December 27, 2005 | Gifts & Grants

Grant Funds Schizophrenia Study

CHICAGO --- D. James Surmeier, Nathan Smith Davis Professor and chair of physiology at Northwestern University Feinberg School of Medicine, has received a five-year, $1.5 million grant from the National Institute of Mental Health to study how the brain adapts to drugs used to treat schizophrenia.

The award is part of a larger $12 million grant to form a multi-institutional Silvio O. Conte Center for the Neuroscience of Mental Disorders. The center is headed by Nobel Prize Laureate Paul Greengard of Rockefeller University.

Surmeier and his laboratory group will characterize how neurons in the prefrontal cortex and striatum adapt to neuroleptics, drugs used in the treatment of schizophrenia.

Using a broad combination of optical, electrophysiological and molecular approaches, his group will focus on how the typical and atypical neuroleptics reshape the way in which cortical and striatal neurons process synaptic signals underlying cognition.

Surmeier’s research team draws not only on the resources of the Feinberg School but also those of Nelson Spruston, associate professor of neurobiology and physiology, Weinberg College of Arts and Sciences at Northwestern University, a renowned leader in the neurobiology of synaptic processing.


* ABOUT THIS TASK
Each line that contains "Photovoltaic" needs to be copied from the listing.
┌─ RECORD EXTRACTS
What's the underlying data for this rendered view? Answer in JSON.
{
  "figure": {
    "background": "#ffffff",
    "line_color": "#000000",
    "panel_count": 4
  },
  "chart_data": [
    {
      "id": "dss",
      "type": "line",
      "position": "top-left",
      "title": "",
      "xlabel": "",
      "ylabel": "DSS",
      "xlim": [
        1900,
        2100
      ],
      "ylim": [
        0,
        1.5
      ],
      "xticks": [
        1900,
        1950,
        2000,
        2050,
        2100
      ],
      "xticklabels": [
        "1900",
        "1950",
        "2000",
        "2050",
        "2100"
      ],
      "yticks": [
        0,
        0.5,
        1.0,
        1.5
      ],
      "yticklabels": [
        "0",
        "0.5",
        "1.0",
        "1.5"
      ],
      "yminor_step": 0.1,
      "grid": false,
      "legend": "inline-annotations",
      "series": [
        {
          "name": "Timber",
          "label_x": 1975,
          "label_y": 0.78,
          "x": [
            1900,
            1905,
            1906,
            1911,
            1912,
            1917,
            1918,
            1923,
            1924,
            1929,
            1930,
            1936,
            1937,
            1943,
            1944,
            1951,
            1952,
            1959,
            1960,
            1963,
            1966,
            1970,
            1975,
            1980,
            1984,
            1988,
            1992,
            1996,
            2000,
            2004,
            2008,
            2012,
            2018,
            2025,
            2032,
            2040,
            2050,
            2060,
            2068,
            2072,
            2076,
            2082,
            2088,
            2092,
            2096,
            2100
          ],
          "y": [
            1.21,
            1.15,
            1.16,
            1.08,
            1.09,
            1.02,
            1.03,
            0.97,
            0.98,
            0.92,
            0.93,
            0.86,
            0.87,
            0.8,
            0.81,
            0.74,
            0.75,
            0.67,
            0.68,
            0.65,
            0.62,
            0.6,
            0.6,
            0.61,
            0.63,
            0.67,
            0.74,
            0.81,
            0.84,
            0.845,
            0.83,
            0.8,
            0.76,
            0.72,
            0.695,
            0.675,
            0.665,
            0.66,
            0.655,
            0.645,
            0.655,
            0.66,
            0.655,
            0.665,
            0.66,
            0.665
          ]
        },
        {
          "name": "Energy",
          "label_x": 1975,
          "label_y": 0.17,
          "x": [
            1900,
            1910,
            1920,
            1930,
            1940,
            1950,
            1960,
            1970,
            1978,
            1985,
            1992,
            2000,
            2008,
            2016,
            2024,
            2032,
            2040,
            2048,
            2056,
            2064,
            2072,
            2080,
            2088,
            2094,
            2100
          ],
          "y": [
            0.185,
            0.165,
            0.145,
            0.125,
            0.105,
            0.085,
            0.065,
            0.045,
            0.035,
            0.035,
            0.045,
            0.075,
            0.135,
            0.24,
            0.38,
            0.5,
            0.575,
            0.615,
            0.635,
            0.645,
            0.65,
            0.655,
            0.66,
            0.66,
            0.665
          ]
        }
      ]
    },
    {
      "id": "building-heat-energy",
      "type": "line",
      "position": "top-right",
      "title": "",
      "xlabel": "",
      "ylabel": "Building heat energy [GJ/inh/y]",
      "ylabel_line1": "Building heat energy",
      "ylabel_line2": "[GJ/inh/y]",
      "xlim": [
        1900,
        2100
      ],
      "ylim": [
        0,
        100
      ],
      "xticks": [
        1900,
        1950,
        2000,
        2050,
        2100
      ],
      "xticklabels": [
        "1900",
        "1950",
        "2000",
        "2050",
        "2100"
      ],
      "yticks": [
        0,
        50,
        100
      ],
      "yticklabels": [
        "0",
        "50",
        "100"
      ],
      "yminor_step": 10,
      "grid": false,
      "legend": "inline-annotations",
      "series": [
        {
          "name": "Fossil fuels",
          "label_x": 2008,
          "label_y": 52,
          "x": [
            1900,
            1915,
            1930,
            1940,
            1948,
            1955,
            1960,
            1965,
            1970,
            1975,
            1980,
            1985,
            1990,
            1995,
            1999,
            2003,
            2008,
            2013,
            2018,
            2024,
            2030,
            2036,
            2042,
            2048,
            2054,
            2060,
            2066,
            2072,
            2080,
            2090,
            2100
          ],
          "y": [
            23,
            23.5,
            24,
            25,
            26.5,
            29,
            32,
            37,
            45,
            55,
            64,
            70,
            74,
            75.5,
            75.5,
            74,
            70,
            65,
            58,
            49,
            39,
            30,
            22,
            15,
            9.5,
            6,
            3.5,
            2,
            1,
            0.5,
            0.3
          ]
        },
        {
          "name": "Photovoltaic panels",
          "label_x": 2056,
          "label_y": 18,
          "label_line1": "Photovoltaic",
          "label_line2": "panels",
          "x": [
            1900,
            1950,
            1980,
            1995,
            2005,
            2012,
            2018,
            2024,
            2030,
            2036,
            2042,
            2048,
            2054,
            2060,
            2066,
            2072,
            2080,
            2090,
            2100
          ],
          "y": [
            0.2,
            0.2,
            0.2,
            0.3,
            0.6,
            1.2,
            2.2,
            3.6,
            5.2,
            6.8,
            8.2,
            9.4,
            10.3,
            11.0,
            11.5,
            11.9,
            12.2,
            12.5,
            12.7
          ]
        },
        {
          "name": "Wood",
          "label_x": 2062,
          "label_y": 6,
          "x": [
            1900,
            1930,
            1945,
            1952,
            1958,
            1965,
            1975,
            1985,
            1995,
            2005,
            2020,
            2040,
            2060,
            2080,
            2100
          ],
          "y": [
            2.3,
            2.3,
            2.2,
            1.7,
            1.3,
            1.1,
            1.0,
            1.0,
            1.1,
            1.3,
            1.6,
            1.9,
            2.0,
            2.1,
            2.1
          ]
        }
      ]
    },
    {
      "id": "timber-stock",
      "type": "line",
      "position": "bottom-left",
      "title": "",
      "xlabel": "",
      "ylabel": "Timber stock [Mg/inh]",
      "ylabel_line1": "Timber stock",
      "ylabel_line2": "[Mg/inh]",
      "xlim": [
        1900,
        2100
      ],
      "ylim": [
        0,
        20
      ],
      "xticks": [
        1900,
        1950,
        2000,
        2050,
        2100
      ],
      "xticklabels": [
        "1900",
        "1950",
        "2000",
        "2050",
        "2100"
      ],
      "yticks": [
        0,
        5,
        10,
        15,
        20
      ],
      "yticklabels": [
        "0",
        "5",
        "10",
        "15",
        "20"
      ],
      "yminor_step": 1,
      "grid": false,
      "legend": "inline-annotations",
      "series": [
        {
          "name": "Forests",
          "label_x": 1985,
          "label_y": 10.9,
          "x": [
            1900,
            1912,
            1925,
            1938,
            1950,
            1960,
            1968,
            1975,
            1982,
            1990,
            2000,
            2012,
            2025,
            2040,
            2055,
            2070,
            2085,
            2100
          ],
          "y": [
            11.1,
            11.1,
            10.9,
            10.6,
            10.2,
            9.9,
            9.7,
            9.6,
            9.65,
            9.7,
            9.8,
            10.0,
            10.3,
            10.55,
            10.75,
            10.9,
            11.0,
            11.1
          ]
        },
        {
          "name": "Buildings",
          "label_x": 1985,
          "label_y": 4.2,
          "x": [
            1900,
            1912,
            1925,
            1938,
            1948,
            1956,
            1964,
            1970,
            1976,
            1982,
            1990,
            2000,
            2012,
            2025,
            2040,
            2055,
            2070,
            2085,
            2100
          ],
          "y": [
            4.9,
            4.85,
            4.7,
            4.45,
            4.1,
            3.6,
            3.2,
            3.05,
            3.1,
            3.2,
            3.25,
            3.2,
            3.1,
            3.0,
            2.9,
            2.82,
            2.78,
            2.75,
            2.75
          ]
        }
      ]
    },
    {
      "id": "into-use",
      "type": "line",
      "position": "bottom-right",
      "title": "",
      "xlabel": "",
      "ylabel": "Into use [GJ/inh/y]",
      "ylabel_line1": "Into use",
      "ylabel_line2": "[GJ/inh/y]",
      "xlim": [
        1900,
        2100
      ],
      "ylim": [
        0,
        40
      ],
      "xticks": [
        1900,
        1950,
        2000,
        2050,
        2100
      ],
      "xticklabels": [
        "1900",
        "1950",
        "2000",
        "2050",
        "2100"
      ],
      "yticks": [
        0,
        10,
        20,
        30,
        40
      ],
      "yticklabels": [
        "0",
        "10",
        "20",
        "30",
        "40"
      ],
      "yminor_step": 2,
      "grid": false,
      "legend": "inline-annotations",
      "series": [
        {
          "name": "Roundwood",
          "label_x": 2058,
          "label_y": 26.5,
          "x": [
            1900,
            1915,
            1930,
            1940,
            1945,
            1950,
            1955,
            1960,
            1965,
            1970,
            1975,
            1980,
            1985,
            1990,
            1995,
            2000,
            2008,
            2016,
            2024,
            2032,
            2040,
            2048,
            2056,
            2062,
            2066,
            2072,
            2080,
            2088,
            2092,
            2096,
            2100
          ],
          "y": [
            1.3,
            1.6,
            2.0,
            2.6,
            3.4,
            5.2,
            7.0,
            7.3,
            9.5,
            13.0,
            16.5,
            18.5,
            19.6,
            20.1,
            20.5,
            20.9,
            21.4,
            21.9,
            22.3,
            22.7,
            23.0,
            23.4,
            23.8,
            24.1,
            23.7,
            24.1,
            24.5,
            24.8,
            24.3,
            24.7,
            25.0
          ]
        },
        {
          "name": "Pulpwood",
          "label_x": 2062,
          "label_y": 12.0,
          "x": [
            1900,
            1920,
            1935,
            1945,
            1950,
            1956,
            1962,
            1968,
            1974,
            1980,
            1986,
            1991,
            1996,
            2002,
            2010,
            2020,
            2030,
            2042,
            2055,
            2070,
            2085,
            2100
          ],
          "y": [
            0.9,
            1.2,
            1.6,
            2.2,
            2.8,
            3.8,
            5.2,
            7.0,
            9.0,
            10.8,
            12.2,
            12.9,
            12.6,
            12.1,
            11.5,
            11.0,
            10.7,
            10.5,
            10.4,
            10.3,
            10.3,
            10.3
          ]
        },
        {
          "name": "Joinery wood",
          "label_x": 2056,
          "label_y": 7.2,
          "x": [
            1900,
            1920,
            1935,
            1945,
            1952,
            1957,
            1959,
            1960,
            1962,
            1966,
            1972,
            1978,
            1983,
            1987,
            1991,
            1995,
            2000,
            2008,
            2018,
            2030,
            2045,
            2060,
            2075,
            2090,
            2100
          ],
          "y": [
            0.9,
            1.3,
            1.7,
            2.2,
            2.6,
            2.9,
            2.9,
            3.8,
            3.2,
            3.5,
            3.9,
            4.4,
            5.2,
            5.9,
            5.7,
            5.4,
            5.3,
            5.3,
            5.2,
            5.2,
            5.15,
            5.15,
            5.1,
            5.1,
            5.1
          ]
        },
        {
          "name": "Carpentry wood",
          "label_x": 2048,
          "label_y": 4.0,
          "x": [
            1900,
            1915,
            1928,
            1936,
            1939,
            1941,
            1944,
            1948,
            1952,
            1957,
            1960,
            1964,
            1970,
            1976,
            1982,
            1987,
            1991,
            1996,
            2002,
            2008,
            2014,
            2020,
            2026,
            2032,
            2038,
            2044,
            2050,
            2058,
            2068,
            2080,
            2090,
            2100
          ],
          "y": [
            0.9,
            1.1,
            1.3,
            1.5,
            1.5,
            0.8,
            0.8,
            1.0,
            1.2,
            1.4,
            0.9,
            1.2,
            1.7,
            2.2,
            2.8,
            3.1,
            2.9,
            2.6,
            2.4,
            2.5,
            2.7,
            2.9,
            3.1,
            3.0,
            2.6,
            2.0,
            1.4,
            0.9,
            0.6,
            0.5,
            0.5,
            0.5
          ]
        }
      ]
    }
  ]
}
└─
* WRITTEN ANSWER
          "name": "Photovoltaic panels",
          "label_line1": "Photovoltaic",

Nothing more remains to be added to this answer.